Suddenly, in the fumes, a figure was vaguely outlined as of a dainty woman, flimsy and thin, a shade that moved to and fro.

“I see her!” cried Lucius. “Ilia, Ilia! Speak one word to me! Come back to me! I cannot live without you!”

The vision had vanished. The smoke clouded away. The curtains closed again.

“It is difficult,” said the sibyl, faintly, “to hold the astral bodies of living persons for more than a single moment. I can summon the dead for you for a longer time. But Ilia is not dead.”

“Then where is she?” cried Lucius.

The sibyl now pressed the sandal to her forehead and her other hand lay on Lucius’ head:

“I see her,” said the sibyl. “She is lying in a boat, swooning.... The sea is raging.... Now rough, bearded men are hurrying her away....”

“She is kidnapped!” cried Lucius. “By pirates?”

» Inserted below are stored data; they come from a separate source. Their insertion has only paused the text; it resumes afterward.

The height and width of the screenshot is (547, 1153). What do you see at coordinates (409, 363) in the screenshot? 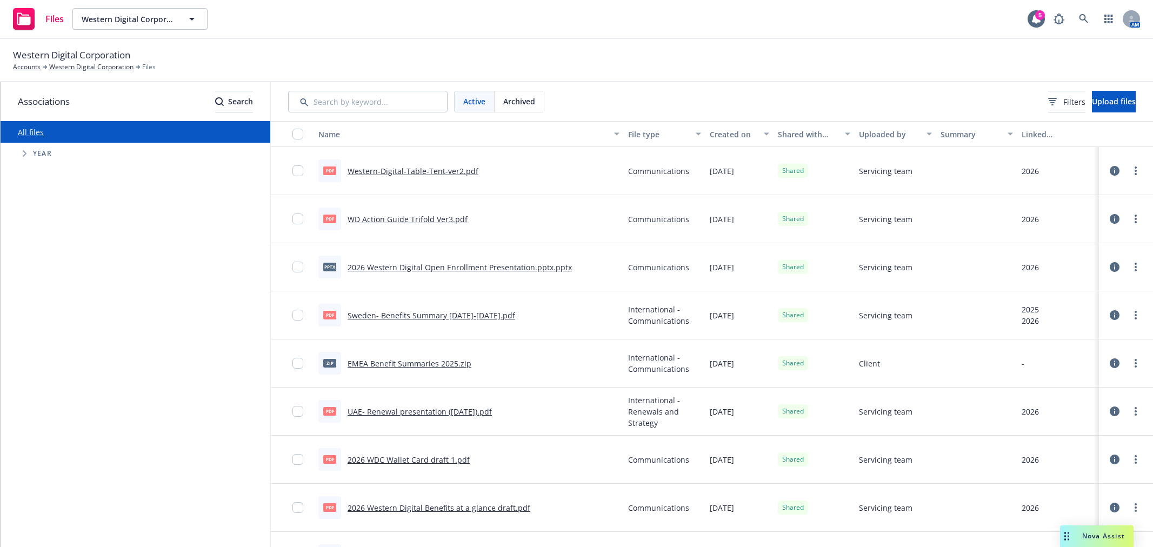
I see `a: EMEA Benefit Summaries 2025.zip` at bounding box center [409, 363].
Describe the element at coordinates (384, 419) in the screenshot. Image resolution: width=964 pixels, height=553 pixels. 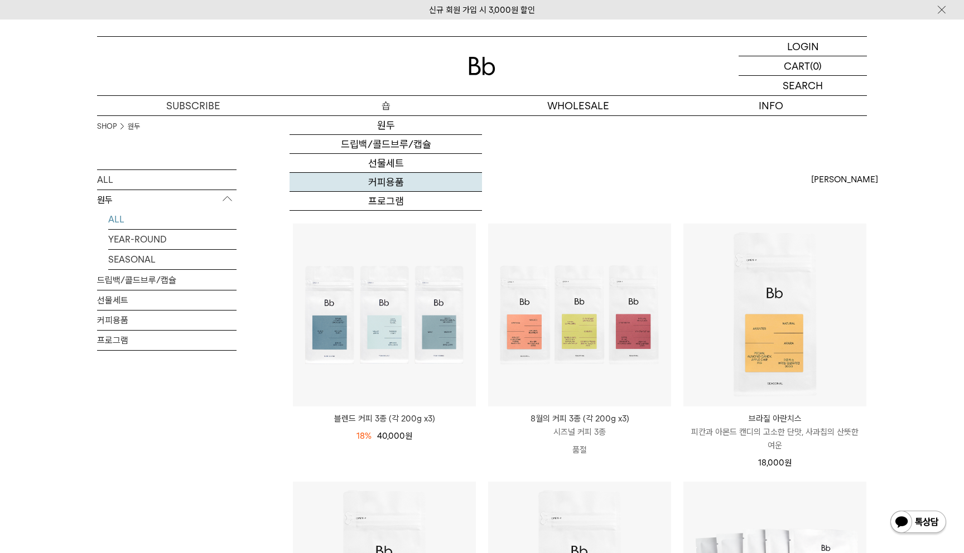
I see `p: 블렌드 커피 3종 (각 200g x3)` at that location.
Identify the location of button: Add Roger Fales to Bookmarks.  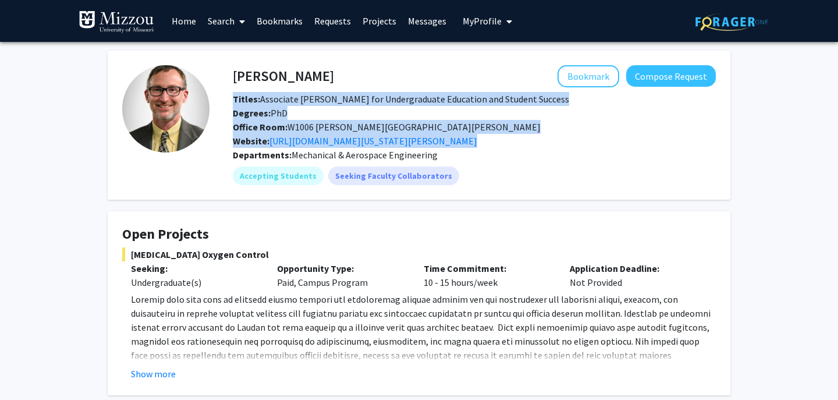
(589, 76).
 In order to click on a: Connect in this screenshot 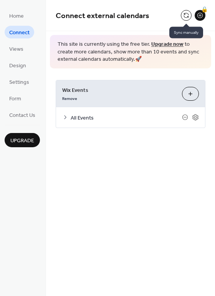, I will do `click(19, 32)`.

“Yes!” cried the sibyl and fell into a faint.

The pretty Greek girl appeared and said:

“The fee is half a ptolemy, in gold....”

Caleb paid.

Lucius looked down in despair upon the swooning sibyl.

“To-morrow night, my lord,” said the Greek girl, in a sing-song voice, “Herophila will be able to tell you more ... where Ilia was taken by the pirates.”

But Lucius clenched his fists; he foamed at the mouth with sudden anger and roared:

“She has merely read my own thoughts! No more! No more!”

He glared round him like a madman, drew his dagger and made as though to fling himself upon the sibyl’s swooning body.

“My lord! My lord!” shouted Caleb, holding him back and gripping him in his strong arms.

The Greek girl, standing in front of the fainting woman, spread wide her arms and cried:

“Do not murder a holy woman, my lord! Do not murder a poor, holy woman!”

And, as she stood thus, Lucius saw that she was like the shade of Ilia ... and he burst into sobs.